Host: Rachel Maddow (in for Nicolle Wallace)
Date: December 8, 2025
This episode tackles the unprecedented surge in presidential pardons issued by Donald Trump in his second term, with particular focus on high-profile drug traffickers, the seeming contradiction of current drug policies, and the broader implications for executive power, rule of law, and government accountability. The discussion is anchored by Rachel Maddow alongside guests Claire McCaskill (former Senator), Andrew Weissmann (former DOJ official), Mike Schmidt (New York Times), and Margaret Donovan (former Army Captain and attorney). The episode also covers related concerns over Trump’s control of federal agencies, the erosion of expertise in government, and the controversy surrounding Secretary of Defense Pete Hegseth and the Caribbean boat strikes.
Trump's Second-Term Pardons
Policy Contradictions in Drug Enforcement
Public and Political Reaction
Abuse of the Pardon Power
Access, Influence, and Monetization
Performative Governance
Lack of Meaningful Criteria or Review
Pardons Undermining DOJ and Justice
Historical Context and Founders’ Intent
Supreme Court and Agency Control
Conflicting Messages & Accountability
Attacks on the Press
Calls for Leadership and Honesty
GOP Handwringing, Inaction
Broader Threats to Rule of Law and Stability
On Pardon Madness:
"Trump has issued a cascade of pardons since he’s been back in office...More than 1,500 pardons from Donald Trump since he was inaugurated a second time.” — Rachel Maddow (03:30)
On Drug Policy Contradictions:
"Don’t tell me you’re serious about counteracting the drug problem...when you’re freeing major drug dealers and going after small fry.” — Pete Hegseth (05:55)
On Pardons as Grift:
"The pardon frenzy has given rise to a lucrative cottage industry...individuals seeking pardons have paid up to a million dollars to hire people close to the president.” — Rachel Maddow (13:52)
On Trump’s Quid Pro Quo:
"Only a short time after signing the pardon, Congressman Henry Culler announced that he will be running for Congress again...Such a lack of all caps loyalty.

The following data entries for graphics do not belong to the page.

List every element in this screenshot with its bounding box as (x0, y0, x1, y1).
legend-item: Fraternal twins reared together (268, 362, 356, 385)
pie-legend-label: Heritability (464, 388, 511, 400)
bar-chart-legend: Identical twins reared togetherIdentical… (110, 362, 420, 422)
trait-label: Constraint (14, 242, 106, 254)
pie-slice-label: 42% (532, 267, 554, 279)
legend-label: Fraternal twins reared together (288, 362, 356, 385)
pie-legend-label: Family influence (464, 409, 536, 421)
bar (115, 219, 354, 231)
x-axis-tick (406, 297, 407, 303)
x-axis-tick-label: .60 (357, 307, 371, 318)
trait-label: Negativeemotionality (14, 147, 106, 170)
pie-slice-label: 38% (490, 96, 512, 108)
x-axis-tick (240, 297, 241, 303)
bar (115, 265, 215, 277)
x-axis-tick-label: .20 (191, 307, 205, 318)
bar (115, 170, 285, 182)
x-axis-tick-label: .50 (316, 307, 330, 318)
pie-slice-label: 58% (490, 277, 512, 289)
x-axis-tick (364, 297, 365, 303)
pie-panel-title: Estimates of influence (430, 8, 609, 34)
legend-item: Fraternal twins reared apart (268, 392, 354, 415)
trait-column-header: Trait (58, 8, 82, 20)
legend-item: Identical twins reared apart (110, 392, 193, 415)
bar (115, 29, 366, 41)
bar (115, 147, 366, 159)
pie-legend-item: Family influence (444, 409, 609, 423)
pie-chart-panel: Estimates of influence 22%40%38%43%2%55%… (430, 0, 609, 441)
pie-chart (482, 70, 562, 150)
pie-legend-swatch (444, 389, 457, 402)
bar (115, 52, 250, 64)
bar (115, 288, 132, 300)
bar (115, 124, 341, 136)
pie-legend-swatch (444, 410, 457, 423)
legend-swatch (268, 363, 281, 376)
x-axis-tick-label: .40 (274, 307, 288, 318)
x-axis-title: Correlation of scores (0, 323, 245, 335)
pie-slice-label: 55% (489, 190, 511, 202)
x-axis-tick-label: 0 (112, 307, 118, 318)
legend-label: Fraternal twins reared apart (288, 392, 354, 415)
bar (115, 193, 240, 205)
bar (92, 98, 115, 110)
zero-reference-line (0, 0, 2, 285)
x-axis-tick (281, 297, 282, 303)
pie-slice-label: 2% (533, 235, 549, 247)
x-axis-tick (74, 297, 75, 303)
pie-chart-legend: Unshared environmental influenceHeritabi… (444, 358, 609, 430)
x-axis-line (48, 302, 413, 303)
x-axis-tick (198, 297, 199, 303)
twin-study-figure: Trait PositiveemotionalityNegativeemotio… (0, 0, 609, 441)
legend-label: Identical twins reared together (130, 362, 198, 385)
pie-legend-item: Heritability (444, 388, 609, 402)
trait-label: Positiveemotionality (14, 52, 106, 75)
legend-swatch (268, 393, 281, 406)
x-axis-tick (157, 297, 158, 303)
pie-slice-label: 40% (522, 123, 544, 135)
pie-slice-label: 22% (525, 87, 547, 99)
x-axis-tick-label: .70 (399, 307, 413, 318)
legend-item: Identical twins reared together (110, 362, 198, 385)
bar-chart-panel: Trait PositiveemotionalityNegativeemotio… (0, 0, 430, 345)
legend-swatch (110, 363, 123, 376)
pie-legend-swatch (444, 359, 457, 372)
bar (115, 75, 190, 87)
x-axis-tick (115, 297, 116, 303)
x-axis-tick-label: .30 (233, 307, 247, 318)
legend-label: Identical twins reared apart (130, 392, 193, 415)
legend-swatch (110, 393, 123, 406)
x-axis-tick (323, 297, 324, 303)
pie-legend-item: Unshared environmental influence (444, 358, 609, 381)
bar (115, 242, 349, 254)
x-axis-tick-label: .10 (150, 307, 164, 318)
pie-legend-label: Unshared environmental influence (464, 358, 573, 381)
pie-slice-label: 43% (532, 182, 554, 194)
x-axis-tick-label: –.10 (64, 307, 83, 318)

Something that Texas voters and Henry’s daughters will not like. Oh well, next time, no more Mr. Nice Guy.” — Trump via Maddow (17:20)
On attacks on female journalists:
"He thinks he can get away with lying if he attacks the person who’s pointing out that he’s lying...That’s what they’re normalizing.” — Claire McCaskill (39:24)
Rachel Maddow’s tone is sharp and incredulous, consistently highlighting contradictions between rhetoric and action, centering institutional guardrails, and urging accountability. The guests blend expertise and exasperation, offering historical context, policy analysis, and appeals for the restoration of balanced governance. The episode’s structure moves from specific instances of abuse (pardons, boat strike scandal) to a broader exploration of how unaccountable power undermines American government and the public’s trust.